There are any number of decent ways to clean a record. I am beginning to think it depends more on the fluid than anything else. The problem is how the record is dried. This is an instance where the original record cleaners were well researched. They all used vacuum drying for a very good reason. The air is full of pollution. It is so full that evolution has given animals an amazing system for filtering it out, mucous and cilia. Without that system by the time we were one decade old our lungs would be totally trashed. For those of you with forced hot air heating or AC what does your filter look like after 6 months, a year. Now imagine that in your lungs. Now imagine that on your records. The fluid traps the dust, then you fan or air dry the record evaporating the water, leaving the pollution on the record. Once a record is wet it has to be vacuum dried, removing everything from the surface. I do not know of an ultrasonic machine that vacuum dries the record, the format makes vacuum drying impossible to do at anything approaching a reasonable cost. I think the Nessie is the best value in a vacuum record cleaning machine.

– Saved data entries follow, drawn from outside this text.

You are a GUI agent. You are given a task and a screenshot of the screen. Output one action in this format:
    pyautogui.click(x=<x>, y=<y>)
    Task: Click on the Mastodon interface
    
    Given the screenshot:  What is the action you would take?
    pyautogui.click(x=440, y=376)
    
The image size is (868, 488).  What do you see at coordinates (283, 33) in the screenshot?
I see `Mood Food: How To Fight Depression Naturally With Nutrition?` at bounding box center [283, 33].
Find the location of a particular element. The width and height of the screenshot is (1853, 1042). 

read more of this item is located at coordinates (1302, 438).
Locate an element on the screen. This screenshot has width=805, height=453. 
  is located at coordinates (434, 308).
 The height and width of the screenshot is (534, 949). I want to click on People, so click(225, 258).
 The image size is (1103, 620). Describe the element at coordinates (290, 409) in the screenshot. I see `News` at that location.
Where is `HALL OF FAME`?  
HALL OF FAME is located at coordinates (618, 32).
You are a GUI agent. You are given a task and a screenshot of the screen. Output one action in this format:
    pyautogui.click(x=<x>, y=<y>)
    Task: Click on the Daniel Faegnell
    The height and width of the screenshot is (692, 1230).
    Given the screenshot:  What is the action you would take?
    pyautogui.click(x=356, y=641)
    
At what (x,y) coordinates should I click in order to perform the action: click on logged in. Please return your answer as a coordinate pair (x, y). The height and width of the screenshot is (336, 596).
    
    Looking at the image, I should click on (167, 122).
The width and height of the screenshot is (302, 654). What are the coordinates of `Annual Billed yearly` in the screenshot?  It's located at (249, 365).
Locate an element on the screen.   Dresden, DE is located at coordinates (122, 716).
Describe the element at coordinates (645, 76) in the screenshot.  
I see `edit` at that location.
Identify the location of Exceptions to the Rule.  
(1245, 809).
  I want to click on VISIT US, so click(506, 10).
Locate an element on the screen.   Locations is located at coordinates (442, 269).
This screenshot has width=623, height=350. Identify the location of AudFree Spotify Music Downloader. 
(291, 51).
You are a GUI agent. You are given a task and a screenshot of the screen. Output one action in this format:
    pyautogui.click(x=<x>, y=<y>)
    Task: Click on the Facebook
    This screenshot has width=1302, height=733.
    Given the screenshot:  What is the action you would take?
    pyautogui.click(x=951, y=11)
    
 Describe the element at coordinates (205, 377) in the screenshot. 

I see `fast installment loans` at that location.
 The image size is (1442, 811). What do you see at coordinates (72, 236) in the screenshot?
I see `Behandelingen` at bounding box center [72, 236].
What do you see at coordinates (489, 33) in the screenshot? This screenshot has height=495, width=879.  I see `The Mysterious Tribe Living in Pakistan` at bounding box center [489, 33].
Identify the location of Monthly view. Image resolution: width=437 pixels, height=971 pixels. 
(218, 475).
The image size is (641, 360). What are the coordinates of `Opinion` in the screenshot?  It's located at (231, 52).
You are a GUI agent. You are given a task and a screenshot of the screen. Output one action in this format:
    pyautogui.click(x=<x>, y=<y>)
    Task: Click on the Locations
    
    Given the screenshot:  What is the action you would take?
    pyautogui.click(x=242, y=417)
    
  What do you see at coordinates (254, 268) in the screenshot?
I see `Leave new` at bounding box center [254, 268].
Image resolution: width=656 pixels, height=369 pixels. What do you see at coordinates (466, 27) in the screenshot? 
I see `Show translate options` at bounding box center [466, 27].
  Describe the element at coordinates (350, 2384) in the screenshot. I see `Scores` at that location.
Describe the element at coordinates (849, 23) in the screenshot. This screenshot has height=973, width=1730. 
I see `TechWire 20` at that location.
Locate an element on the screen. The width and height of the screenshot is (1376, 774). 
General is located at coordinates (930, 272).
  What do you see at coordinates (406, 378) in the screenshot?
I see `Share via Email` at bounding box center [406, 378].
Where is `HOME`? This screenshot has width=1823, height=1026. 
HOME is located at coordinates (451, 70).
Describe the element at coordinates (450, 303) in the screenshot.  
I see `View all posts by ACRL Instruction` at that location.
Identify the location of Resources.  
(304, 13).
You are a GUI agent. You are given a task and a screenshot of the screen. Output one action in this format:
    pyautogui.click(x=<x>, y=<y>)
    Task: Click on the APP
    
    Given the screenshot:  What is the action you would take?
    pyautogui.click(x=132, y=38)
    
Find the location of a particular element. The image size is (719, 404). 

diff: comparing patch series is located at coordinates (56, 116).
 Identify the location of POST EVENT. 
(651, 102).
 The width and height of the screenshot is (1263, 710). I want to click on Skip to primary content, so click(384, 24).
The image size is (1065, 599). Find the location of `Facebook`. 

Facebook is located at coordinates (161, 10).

Cleaning with a fine brush or microfiber pad and a good fluid is just as effective as ultrasonic cleaning with the advantage of vacuum drying with any number of machines making the entire process more effective than any ultrasonic machine. 

I thing that people who notice a stunning improvement in sound quality after cleaning a record either have extraordinarily filthy records or they are subject to expectation bias. Many people are disappointed when a record is just as noisy after cleaning. You clean your records to prevent them from becoming trashed, once they are they are rubbish fodder.  

FWIW, ultrasonic stylus cleaners are not “ultrasonic”, if you define it as beyond range of hearing. They operate at about 500 Hz.

I once compared US cleaning to cleaning with my VPI HW17, using DI water, alcohol, and TX100 in the VPI. I used a familiar recording by Johnny Hartman. The US machine was on demo at the CAF in DC, and the owner cleaned the LP with his machine at the show. I could hear no significant difference between the two methods, both excellent.